LA to Set Standards for Juvenile Detention
The Louisiana Legislature has passed a bill that would set standards for juvenile detention facilities, one of the long-deferred promises from the state’s landmark juvenile justice reform legislation. Report from The News Star.
House Bill 1477, introduced by Rep. Damon Baldone, D-Houma, and passed by the state Senate last week, would establish statewide standards for the safety and secure custody of juveniles while they await a court’s decision on their case. The bill directs the Louisiana Juvenile Detention Association to conform with nationally recognized standards and best practices. Detention facilities around the state would uniformly run their day-to-day operations, hire and train staff, according to certain qualifications, and maintain a staff-to-child ratio.
The legislation creates a task force that would guide the creation of the standards. The task force is composed of the Louisiana Public Defender Board, Louisiana District Attorney’s Association, Louisiana Department of Social Services, Louisiana Council of Juvenile and Family Court Judges, Louisiana Commission on Law Enforcement, Louisiana Sheriff’s Association, Office of Juvenile Justice, Juvenile Justice Project of Louisiana and the MacArthur Foundation’s Louisiana Models for Change.
The bill also sets a firm time line to determine the standards. By July 1, 2011, the state’s Detention Association is ordered to develop and recommend uniform standards for local juvenile detention centers, with guidance from the task force.

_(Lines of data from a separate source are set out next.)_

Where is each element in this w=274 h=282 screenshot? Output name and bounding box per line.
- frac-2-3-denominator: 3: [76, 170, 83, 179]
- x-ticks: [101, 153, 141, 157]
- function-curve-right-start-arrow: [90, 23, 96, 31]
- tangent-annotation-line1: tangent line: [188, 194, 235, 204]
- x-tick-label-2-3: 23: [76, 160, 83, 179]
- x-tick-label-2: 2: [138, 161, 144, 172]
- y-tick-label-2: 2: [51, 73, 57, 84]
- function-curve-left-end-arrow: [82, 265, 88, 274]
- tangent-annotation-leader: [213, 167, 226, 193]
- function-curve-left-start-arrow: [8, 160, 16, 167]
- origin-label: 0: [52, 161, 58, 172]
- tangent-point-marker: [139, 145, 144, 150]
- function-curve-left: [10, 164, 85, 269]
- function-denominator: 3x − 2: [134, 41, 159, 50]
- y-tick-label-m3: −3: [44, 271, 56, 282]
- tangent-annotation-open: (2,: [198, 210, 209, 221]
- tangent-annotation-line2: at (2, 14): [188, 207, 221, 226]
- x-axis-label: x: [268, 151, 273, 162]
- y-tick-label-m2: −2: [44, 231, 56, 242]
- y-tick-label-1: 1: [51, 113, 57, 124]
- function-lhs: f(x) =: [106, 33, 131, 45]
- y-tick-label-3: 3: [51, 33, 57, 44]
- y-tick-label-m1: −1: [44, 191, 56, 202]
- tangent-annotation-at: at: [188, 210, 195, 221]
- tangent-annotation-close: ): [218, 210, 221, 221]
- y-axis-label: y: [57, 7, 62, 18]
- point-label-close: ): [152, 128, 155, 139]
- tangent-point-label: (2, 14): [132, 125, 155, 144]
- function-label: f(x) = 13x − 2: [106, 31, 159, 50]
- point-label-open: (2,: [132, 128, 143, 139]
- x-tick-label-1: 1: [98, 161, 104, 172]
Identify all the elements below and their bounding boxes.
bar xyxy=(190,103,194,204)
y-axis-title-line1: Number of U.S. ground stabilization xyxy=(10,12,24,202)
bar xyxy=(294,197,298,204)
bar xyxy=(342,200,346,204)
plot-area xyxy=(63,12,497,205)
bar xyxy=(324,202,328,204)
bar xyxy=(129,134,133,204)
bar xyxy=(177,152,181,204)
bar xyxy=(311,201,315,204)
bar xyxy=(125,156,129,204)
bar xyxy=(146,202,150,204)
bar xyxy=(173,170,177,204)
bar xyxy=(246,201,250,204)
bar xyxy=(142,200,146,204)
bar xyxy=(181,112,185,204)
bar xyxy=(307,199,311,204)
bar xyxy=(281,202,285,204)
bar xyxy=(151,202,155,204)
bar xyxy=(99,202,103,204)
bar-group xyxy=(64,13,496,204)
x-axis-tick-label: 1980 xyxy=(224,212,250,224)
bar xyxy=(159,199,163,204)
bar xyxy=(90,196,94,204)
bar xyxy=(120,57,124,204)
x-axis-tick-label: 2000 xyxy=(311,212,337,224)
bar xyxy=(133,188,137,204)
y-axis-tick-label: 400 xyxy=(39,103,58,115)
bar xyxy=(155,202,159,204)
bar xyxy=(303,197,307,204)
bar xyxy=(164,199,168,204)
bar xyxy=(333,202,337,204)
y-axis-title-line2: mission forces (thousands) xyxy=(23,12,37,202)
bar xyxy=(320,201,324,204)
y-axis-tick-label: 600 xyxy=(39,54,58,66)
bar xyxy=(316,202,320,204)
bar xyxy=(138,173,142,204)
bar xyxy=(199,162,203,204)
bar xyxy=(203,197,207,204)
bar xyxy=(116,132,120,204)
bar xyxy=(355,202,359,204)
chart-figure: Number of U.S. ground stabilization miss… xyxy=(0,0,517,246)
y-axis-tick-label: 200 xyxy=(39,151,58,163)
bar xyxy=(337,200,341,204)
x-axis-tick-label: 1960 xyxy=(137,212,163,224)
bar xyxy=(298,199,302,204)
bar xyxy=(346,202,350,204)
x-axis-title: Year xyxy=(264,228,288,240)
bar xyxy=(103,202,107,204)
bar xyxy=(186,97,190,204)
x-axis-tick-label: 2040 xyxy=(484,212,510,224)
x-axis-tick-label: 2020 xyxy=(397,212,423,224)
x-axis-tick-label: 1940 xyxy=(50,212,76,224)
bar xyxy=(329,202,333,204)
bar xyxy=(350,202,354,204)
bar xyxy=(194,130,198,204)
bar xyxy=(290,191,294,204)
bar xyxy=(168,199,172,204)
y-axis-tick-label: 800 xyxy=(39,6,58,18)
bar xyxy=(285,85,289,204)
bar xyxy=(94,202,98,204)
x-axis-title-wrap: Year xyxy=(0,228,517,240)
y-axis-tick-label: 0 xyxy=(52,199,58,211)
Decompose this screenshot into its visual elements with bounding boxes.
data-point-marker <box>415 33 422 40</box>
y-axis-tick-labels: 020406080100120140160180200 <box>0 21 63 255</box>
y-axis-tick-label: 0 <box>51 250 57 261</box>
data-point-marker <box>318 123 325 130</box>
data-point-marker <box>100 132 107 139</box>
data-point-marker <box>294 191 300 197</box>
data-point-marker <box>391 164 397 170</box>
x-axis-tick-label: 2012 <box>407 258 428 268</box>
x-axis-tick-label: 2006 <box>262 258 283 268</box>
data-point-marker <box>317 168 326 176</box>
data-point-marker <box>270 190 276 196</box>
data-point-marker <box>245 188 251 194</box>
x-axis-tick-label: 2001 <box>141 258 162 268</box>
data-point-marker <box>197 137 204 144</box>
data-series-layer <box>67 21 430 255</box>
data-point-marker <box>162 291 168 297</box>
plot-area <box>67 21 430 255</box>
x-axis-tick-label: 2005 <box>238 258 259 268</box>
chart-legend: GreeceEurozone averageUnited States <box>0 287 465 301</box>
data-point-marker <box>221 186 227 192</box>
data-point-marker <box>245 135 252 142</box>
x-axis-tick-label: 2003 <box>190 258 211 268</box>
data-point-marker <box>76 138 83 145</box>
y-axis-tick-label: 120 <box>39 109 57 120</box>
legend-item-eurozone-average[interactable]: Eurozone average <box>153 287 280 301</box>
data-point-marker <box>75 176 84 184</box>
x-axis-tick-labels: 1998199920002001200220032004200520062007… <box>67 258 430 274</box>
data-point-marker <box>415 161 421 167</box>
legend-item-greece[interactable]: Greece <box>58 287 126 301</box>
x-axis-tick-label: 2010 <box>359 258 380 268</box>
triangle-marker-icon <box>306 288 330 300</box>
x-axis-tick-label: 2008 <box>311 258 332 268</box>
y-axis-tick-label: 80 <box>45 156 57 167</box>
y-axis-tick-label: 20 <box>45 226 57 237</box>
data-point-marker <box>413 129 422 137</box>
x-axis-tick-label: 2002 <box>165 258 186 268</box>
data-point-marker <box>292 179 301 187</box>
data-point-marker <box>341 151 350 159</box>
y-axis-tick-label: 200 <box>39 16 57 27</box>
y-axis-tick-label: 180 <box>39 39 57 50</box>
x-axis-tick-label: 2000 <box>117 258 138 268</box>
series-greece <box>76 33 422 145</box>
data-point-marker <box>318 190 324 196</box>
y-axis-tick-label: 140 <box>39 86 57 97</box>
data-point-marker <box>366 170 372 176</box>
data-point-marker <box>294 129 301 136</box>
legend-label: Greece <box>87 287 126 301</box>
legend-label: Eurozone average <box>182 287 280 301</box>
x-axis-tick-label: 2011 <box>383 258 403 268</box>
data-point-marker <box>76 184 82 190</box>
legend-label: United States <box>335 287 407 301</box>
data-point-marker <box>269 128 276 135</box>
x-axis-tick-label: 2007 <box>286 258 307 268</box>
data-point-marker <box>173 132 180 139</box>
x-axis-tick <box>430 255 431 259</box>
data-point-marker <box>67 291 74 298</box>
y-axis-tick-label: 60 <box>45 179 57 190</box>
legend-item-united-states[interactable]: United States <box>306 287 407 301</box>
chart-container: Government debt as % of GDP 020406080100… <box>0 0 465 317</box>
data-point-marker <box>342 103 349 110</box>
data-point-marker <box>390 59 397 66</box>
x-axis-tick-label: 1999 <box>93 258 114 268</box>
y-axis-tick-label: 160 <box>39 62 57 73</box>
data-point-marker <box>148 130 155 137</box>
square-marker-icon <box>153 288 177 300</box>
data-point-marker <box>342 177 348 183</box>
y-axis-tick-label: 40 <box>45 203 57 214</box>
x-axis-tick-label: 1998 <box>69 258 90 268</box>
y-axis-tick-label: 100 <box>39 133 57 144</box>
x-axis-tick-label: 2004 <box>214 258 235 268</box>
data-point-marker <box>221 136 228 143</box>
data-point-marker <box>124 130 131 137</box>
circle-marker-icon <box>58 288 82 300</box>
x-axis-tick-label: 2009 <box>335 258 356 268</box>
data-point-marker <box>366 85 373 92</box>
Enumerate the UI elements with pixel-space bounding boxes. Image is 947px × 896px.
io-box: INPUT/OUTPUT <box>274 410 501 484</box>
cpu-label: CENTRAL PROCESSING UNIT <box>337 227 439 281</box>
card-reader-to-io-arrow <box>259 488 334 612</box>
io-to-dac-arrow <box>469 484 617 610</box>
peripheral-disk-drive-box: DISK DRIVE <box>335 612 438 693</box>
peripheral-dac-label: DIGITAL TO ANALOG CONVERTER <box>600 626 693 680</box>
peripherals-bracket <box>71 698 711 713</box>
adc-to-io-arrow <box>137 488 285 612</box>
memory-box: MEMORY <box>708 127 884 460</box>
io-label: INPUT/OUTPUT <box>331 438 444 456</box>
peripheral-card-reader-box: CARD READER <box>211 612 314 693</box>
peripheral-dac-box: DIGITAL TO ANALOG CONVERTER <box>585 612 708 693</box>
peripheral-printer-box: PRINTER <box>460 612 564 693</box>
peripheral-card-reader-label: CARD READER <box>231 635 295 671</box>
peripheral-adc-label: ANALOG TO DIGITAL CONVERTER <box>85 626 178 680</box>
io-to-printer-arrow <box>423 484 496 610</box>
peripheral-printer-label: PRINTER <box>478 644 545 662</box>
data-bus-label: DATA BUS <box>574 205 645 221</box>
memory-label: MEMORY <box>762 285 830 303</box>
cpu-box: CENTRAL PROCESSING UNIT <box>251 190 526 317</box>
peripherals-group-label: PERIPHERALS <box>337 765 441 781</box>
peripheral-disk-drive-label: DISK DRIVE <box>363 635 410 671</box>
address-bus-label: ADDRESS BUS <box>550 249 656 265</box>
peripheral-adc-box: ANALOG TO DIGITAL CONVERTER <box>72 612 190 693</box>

By July 1, 2012, the Department of Social Services will develop rules to govern the licensing of facilities, and by Jan. 1, 2013, all juvenile detention facilities must be licensed.
Mike Rhodes, juvenile services director at Green Oaks Detention Center in Monroe, said Baldone’s bill would affect the area’s major juvenile detention center.
“We would fall under those standards and would have to have an operations manual to match those standards,” Rhodes said. “For the last several years we haven’t been under widespread standards or any agency to inspect us.”
Rhodes said he is looking forward to putting the standards in place. “It just makes us run the facility better,” Rhodes said. “It makes sure we can do our job.”
The establishment of juvenile detention standards was a key component in Act 1225, a broad overhaul of the state’s juvenile system in 2003. Following controversial reports of abuse among juvenile delinquents and squalid conditions in youth prisons, legislators passed a law that successfully removed juvenile incarceration from the adult-focused Department of Corrections, closed the infamous youth prison in Tallulah and eventually established an objective measure of a juvenile’s needs and risks before they were sentenced. Other key provisions of Act 1225 never materialized as intended, and for seven years a standard for detention facilities was one provision that never came together.
Dana Kaplan, executive director of the Juvenile Justice Project of Louisiana, said she expects the bill to be signed into law and called the legislation a success.
“I think it is a great step for juvenile justice efforts, and I think it will be an even bigger step once standards are in place,” Kaplan said.